The U.S. military strikes in Iran have given Republicans a new argument in the nearly three-week shutdown of the Department of Homeland Security, with GOP negotiators warning that a hampered DHS could increase the risk of a terrorist attack.
Democrats aren’t buying it.
For one, Democrats have offered to fund the Transportation Security Administration, Coast Guard, Secret Service and other DHS agencies while continuing to negotiate immigration enforcement changes, after federal agents shot and killed Renee Good and Alex Pretti in Minnesota.
For another, the Trump administration has wide latitude to keep the department running during the shutdown.
More than 90% of DHS employees are “excepted” workers who keep showing up during the funding lapse. Secretary Kristi Noem also has access to billions of dollars from last year’s tax-and-spending law, which is separate from annual funding measures.
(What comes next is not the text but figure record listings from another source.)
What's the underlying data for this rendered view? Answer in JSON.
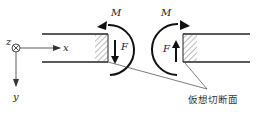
{
  "diagram": {
    "axes": {
      "x_label": "x",
      "y_label": "y",
      "z_label": "z"
    },
    "left_section": {
      "moment_label": "M",
      "force_label": "F",
      "force_direction": "down",
      "moment_direction": "counterclockwise"
    },
    "right_section": {
      "moment_label": "M",
      "force_label": "F",
      "force_direction": "up",
      "moment_direction": "clockwise"
    },
    "annotation": "仮想切断面",
    "colors": {
      "line": "#222222",
      "hatch": "#555555",
      "leader": "#444444"
    }
  }
}
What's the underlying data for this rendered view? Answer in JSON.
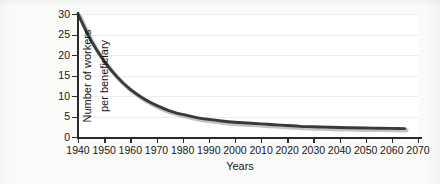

And Democrats disagreed with Trump’s campaign last year to lay off some employees, including at the Justice Department and the Cybersecurity and Infrastructure Security Agency (CISA).
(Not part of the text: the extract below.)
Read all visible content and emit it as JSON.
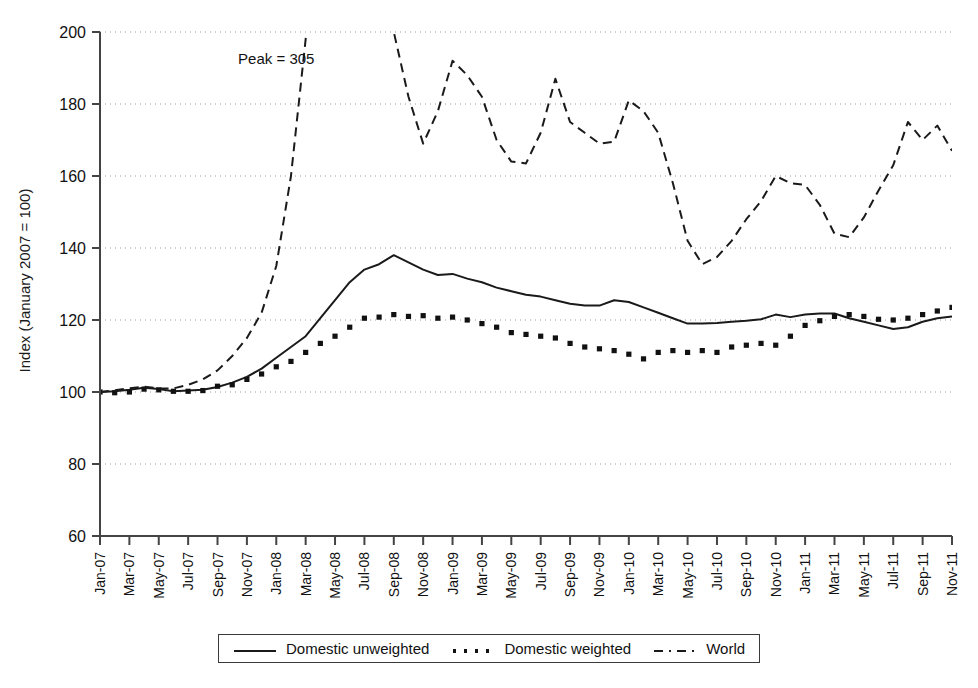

For now, the GOP warnings have amounted to a rhetorical shift in the shutdown negotiations, but not a substantive one.
“The Democrats are continuing to not fund the Department of Homeland Security which puts us at increased risk,” Senate Majority Whip John Barrasso, R-Wyo., told reporters Wednesday. “Terrorism is on a high alert right now because of what’s happening in Iran.”
Barrasso pointed to the shooter in Austin, Texas, who killed three people and injured 14. Investigators are examining the Iran war as a possible motive.
Noem told lawmakers at a hearing Tuesday that the threat level of terrorist attacks had risen because of the military action in Iran, in response to a question from Sen. Lindsey Graham, R-S.C., who said the U.S. was “engaged in military action against the mothership of terrorism, Iran.”
Those arguments aren’t winning over Democrats — even some of the moderate members who are among the most likely to vote to end a shutdown.
Sen. Angus King, I-Maine, who was one of eight members of the Senate Democratic Caucus to vote to end the funding lapse last fall amid a fight over health care, told MS NOW the new line of Republican reasoning won’t work.
“The principal anti-terrorist agency in our government is the FBI,” King said, noting that the law enforcement agency is already funded and isn’t part of DHS. “And maybe they would have thought about that when they cut CISA about a third in the past year, completely outside of this current discussion.”
He added that, if Republicans Point put a bill on the floor to fund CISA, FEMA, Coast Guard and TSA, “I’ll get them the votes.”
“And then we can debate ICE,” King said.
Sen. Patty Murray, D-Wash., the top Democrat on the Appropriations Committee, also criticized the Trump administration for firing people at the Justice Department and CISA. The Iran strikes don’t change anything in the DHS shutdown talks, she told reporters Wednesday.
“When we have ICE officers on the street who are dragging people out of their homes, who are going into daycare centers, who are killing people on the streets, we cannot be blackmailed by the president right now,” Murray said.
Rep. Pramila Jayapal, D-Wash, told reporters she’s not convinced the country is less safe because of the lapse in funding for the department.
The Washington lawmaker then accused Noem of reassigning agents from “critical security threats” to immigration instead.
“Kristi Noem has done such a terrible job of managing DHS and ICE and CBP, and the reality is we have a crisis right here at home, on our streets with us, citizens being murdered, with people being detained without due process,” Jayapal said. “Courts are ruling against DHS and Kristi Noem has actually taken agents who should be working on critical security threats and assign them to immigration.”